Matt Kissinger
26:33 - 27:20
"the property taxes that we were faced with were about 10, 10 times higher than the next highest, which was Cove Point in Maryland we'd be looking at 600 to 800 million a year, possibly a billion a year once you factor in the potential risk of cost overruns. Whereas in LNG Canada I believe that they're paying somewhere around 27 million a year."
“the property taxes that we were faced with were about 10, 10 times higher than the next highest, which was Cove Point in Maryland we'd be looking at 600 to 800 million a year, possibly a billion a year once you factor in the potential risk of cost overruns. Whereas in LNG Canada I believe that they're paying somewhere around 27 million a year.”
And some of, I'll admit some of the tax concessions that are given do have limited times with extensions, et cetera, but when you really looked at it on face value, the property taxes that we were faced with were about 10, 10 times higher than the next highest, which was Cove Point in Maryland we'd be looking at 600 to 800 million a year, possibly a billion a year once you factor in the potential risk of cost overruns. Whereas in LNG Canada I believe that they're paying somewhere around 27 million a year. So you can just see it's a massive difference that we were faced with. And that really helped us then identify where we wanted to try and go to. And that's where we first started modeling what does this look like with a 2mil rate rather than a 20mil rate.
AGDC transferred three-quarters ownership of Eight Star Alaska—the entity holding FERC authorization and project assets—to private developer Glenfarn in 2025, shifting construction risk off state books while preserving a 5–25% buy-in window at final investment decision.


What you need to do. Check each line of the entries below for the string "Successful"; copy every line where it appears.

Excerpts from a figure dataset:
►
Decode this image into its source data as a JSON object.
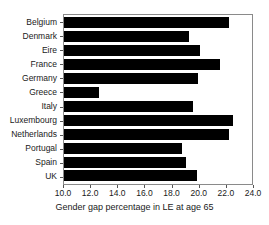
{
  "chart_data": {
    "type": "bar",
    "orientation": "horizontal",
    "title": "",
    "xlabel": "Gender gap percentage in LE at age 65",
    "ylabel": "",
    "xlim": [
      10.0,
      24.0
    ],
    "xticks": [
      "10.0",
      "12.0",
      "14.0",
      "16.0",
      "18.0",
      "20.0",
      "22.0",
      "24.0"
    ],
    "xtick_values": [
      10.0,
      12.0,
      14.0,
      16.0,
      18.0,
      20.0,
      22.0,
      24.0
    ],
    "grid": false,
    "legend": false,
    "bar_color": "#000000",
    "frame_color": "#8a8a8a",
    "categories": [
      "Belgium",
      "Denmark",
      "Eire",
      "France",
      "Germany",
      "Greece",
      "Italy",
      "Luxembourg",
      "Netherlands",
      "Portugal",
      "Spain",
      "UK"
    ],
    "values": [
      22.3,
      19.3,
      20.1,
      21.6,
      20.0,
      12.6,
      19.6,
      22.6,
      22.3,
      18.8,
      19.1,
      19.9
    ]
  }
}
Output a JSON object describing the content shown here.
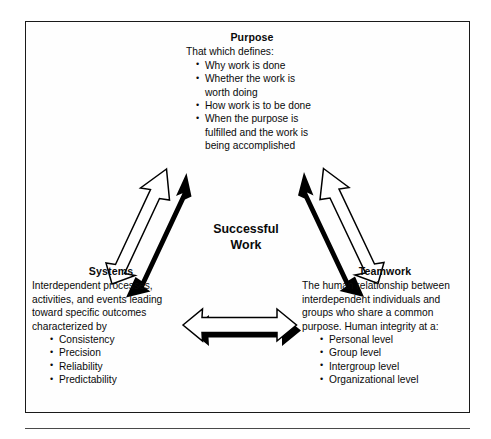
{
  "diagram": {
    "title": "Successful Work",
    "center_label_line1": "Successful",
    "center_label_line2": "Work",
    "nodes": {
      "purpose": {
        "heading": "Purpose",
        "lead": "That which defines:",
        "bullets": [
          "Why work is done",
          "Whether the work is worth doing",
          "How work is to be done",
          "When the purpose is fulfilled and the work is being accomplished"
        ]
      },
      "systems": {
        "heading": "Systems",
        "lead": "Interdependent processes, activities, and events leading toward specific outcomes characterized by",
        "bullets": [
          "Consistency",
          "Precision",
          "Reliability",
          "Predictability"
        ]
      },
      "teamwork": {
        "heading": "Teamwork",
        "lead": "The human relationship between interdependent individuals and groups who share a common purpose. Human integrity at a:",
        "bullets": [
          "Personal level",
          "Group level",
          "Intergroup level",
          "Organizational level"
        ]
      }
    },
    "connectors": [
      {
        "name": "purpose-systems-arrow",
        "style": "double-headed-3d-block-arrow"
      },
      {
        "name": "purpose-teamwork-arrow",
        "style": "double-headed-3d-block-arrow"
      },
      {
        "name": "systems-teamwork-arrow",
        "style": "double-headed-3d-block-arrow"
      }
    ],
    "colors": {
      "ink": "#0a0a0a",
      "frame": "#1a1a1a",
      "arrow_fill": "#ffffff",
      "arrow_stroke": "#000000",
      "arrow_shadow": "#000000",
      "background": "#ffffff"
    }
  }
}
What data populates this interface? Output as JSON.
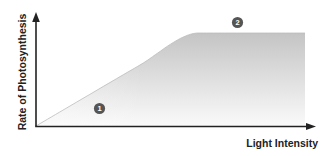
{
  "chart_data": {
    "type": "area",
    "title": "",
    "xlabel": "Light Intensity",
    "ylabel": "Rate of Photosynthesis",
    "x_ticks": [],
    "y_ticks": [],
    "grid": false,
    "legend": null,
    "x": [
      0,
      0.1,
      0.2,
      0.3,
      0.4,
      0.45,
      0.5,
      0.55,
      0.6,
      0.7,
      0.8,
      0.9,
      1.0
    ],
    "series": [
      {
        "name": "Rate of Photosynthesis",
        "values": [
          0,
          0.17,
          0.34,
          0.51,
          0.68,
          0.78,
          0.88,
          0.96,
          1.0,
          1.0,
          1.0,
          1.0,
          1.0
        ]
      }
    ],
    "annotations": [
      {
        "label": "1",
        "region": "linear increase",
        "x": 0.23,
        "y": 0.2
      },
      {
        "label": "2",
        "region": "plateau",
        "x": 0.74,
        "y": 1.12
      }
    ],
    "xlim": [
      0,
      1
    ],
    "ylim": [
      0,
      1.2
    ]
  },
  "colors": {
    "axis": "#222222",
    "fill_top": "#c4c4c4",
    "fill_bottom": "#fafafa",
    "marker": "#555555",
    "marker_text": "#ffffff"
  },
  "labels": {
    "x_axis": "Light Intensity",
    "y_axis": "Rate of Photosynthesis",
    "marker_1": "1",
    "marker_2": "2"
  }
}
◄
►
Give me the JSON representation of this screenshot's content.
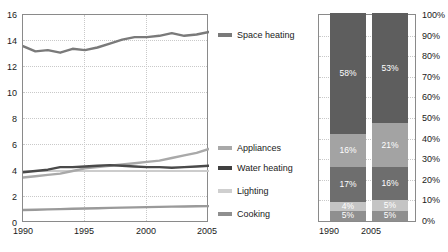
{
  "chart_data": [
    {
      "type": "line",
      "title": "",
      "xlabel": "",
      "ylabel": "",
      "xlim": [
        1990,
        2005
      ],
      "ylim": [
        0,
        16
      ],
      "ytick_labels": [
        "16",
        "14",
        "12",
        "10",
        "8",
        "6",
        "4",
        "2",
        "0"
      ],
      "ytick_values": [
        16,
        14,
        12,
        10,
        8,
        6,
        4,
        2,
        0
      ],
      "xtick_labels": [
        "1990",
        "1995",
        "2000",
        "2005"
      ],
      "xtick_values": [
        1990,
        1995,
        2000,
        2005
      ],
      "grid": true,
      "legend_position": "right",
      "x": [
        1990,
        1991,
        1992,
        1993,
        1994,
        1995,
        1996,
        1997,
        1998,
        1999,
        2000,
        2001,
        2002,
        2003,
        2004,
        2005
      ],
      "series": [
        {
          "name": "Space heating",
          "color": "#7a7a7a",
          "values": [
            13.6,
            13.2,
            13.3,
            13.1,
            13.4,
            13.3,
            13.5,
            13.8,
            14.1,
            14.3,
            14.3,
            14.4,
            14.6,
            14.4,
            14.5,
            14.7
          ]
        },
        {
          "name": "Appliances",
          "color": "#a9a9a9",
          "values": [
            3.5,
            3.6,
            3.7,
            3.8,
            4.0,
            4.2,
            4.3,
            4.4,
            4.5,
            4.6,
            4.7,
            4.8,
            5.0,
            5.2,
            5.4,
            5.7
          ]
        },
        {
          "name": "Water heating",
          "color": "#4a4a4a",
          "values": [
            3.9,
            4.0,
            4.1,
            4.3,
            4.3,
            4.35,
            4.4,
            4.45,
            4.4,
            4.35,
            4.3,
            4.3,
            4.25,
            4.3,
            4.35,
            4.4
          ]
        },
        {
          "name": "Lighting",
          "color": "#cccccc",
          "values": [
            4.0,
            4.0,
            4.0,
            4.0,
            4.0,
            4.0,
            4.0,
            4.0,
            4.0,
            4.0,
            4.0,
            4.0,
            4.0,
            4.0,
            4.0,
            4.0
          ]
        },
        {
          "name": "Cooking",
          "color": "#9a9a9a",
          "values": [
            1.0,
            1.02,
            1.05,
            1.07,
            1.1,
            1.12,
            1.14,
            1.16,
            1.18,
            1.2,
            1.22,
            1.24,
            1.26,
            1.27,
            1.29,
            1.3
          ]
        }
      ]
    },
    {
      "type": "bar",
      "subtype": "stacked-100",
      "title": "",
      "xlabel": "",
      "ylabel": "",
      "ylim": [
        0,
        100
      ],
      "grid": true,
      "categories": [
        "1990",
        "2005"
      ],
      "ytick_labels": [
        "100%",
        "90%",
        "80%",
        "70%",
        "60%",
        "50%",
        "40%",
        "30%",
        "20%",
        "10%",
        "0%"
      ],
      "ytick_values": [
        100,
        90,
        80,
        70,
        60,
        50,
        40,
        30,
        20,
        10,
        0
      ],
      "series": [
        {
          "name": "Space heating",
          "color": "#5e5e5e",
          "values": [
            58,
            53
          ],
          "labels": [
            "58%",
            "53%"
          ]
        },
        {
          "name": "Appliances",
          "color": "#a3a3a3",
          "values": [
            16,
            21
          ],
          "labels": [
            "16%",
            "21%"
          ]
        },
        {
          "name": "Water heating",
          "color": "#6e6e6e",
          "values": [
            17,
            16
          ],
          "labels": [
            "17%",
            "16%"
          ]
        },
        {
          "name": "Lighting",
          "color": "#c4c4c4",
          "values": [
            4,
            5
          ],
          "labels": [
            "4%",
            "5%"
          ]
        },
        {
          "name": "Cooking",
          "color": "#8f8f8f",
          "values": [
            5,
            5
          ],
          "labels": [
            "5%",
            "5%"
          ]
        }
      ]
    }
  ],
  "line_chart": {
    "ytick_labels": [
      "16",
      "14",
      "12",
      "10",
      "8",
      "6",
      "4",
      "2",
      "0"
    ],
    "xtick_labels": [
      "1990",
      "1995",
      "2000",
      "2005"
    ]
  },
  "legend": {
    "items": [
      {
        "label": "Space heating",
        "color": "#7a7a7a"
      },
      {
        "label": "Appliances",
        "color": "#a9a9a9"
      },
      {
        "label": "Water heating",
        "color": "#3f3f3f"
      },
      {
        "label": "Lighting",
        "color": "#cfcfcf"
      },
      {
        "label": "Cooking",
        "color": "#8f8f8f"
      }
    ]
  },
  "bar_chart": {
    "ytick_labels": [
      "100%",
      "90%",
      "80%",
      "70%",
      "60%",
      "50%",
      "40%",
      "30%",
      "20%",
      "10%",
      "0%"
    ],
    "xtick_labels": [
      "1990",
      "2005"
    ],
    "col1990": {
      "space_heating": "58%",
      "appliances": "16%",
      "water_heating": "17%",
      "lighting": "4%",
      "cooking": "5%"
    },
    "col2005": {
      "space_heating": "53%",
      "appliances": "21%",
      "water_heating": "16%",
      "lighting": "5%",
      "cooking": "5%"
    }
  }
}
◄
Answer space.
    "title": "Successful Work",
    "center_label_line1": "Successful",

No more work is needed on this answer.